Avataar,  staged by Nireeksha Women’s Theatre, delves into a virtual world of shifting identities, trivialized emotions and inane conversations.

However hard she tries, the woman finds it impossible to get to her past to rebuild her lost identity. Did she ever have one, she wonders.

History is replete with tales of domination and conquests, but all of men’s. About women, it remains strangely silent. Desperate she returns and loses herself in a virtual world, frenziedly swapping profiles and sifting through chat rooms to see whether she could catch a whiff of her essence, perhaps scattered and caught inside those meaningless chats in social media.

The eternal search continues…

Nireeksha Women’s Theatre’s new play Avataar, which was staged at Vyloppilly Samskriti Bhavan in the capital city last week, is a searing exploration of the identity of woman and relationships in the virtual world – its razor-thin affairs, soulless social media posts, floating profiles, shifting identities – that has made a dent in the real world too.

The loneliness to which the hero Navin is condemned to, as he works on an oil rig abroad with the ‘weight of the blue’ inconsolably eating into his thoughts and dreams, represents the plight of all men who try to reach out from their island selves. His only contact with the mainland is occasional chats with his lover, Siji. He skims the surface of that relationship, never wanting to go beyond what he gets from Siji’s profile page. Her social media posts dripping with love, which are all poetic quotes Siji has lifted from elsewhere, were enough for Navin to project on to her an image of an ideal lover who could ease his sufferings.

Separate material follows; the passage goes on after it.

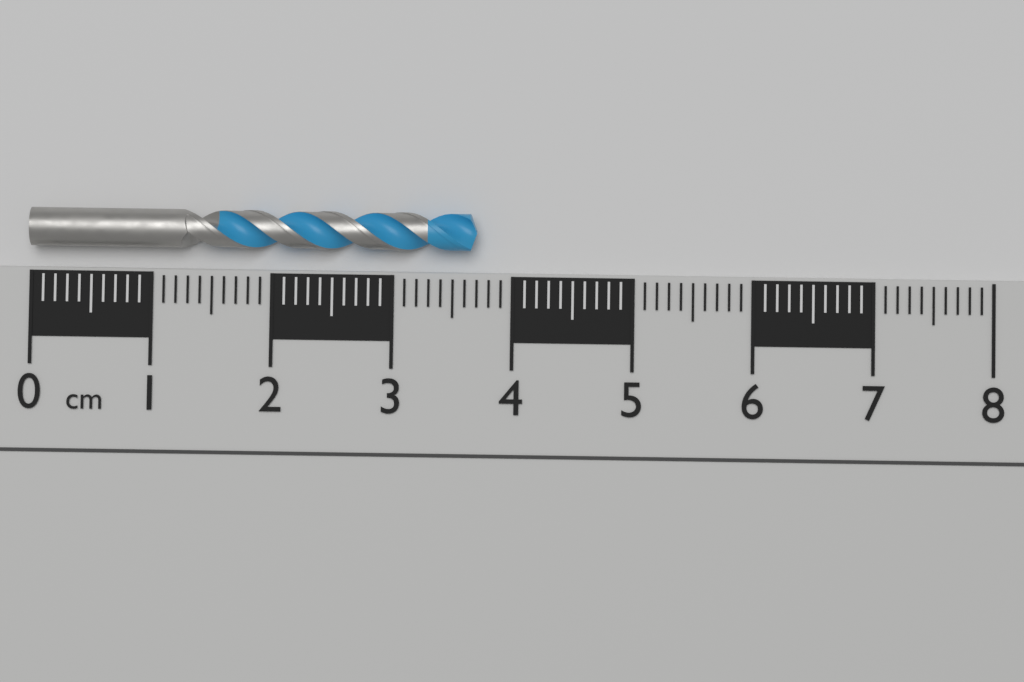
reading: 3.7 cm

A real woman with her own wishes would probably have terrified him. After all, only projections, reflections and echoes matter in social media.

The fragile world would have held on if the real woman had not shaken off the chimera and announced that she wanted to get real – a grave sin that shatters the glass walls of social media etiquette.

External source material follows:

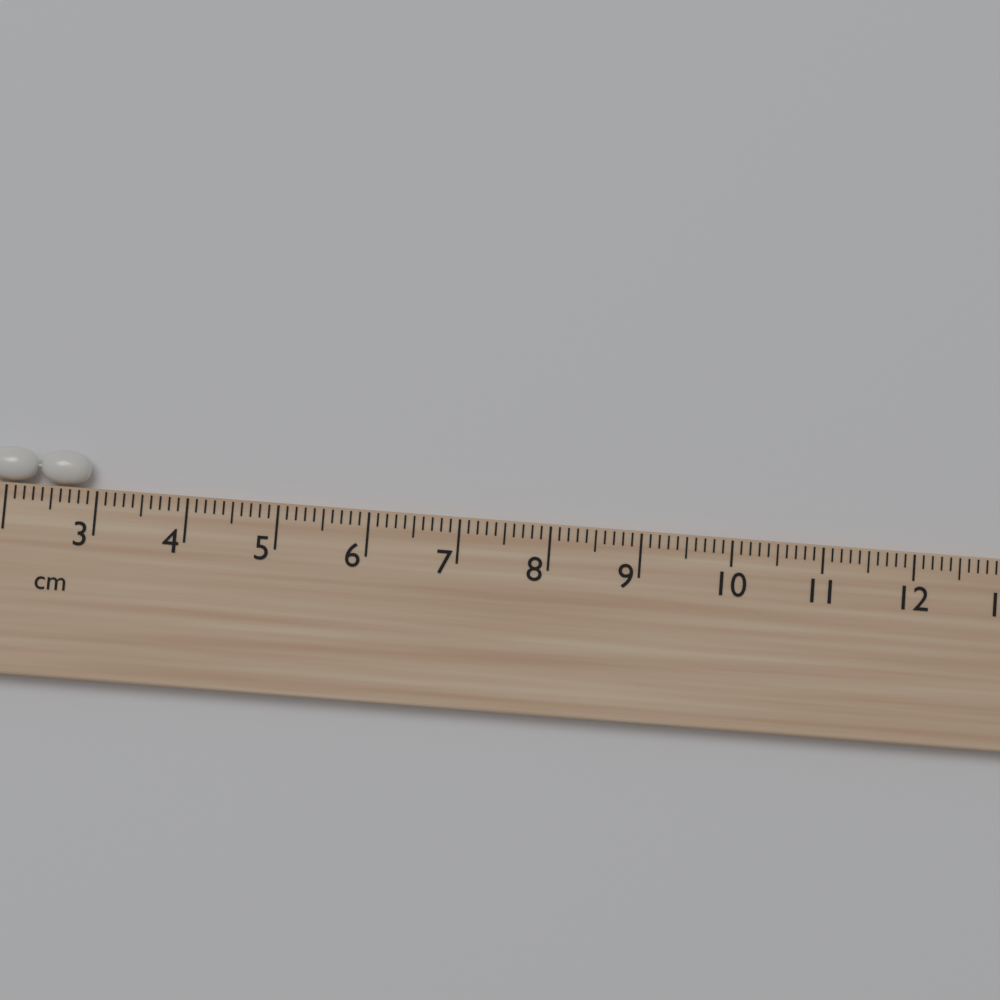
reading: 2.9 cm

The defaulter must suffer.

The viewers follow the agonies of Siji who now sets out to find her past, her lost identity. Her last name Kottoor might have taken her to the house where she was born, but Siji realizes, that such real places, soaked in the earthy odours of soil and blood that lie unmapped by search engines, have long lost their moorings and drifted away to unreachable distances, a grim pointer to the future. She must once again get back to the virtual world, from where she began, for the search to continue.

Meanwhile, the heroine finds in Deepa, her online friend, a woman who has learned the skill of living in the new world. Love can exist only if there is a distance between the participants, Siji learns from her, and virtual media offers that aloofness. Come close only at the risk of falling apart. “Three minutes,” she tells Siji, with the pain of her experiences thrumming behind the sarcasm, “three minutes is all it takes for any relation between man and woman to decide between bed and violence.” Deepa has already seen enough violence in her life.

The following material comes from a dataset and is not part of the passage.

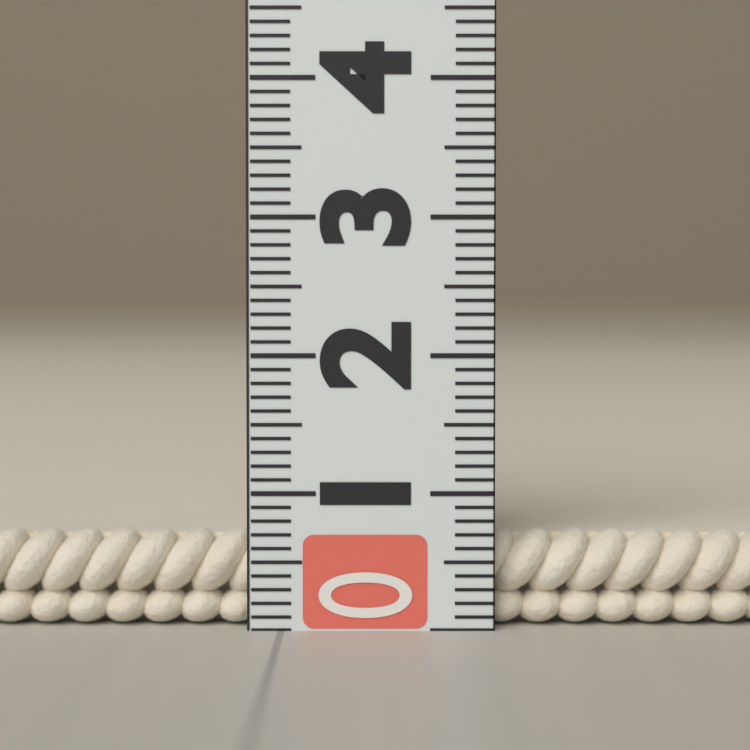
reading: 0.7 (no unit)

Whenever the viewer loses his bearing in the ever-shifting dunes of the virtual world, the character Troll weaves into the story on roller skates, with his scathing but enlightening comments. His uneasy questions can either be dodged or confronted head on. But don’t think he offers any resolution.

E. Rajarajeswari’s brilliant script etches the life of a woman, any woman, her search for identity and her frustrations in the virtual world. Men are not portrayed in a bleak, one-sided light; they also get caught in the roiling waves of fast-shuffling identities of the virtual world. Yet, at least, they have an identity and a history of conquests to fall back on. For a woman, it is a post-modern play of surfaces, without any roots or essence.

“It took nearly five years for this story to evolve,” says Rajarajeswari. To find visual tropes to a story that deals with the virtual world, where all action revolves around social media chats, is a tall order for any director. Here is where Sudhi Devayani excels. “The theme was challenging, and its resonances were many,” says Sudhi.

“The decision to bring in the trampoline as a platform was a key moment during our research. Everything else suddenly fell into place.” In the play, whenever tension mounts we see the characters go bouncing on the trampoline. “It requires immense balance and skill to stay afloat in the virtual world,” Rajarajeswari says.

Aswathy Chand Kishore’s Siji and Sarat Sabha’s Navin sizzle as the main characters.

Prasoon V.T., Biresh Krishnan, Molamma K and Neena Gireesh also put in good performances. Brilliant scenography and subtle lighting by Shibu S. Kottaram takes the play to another sublime level.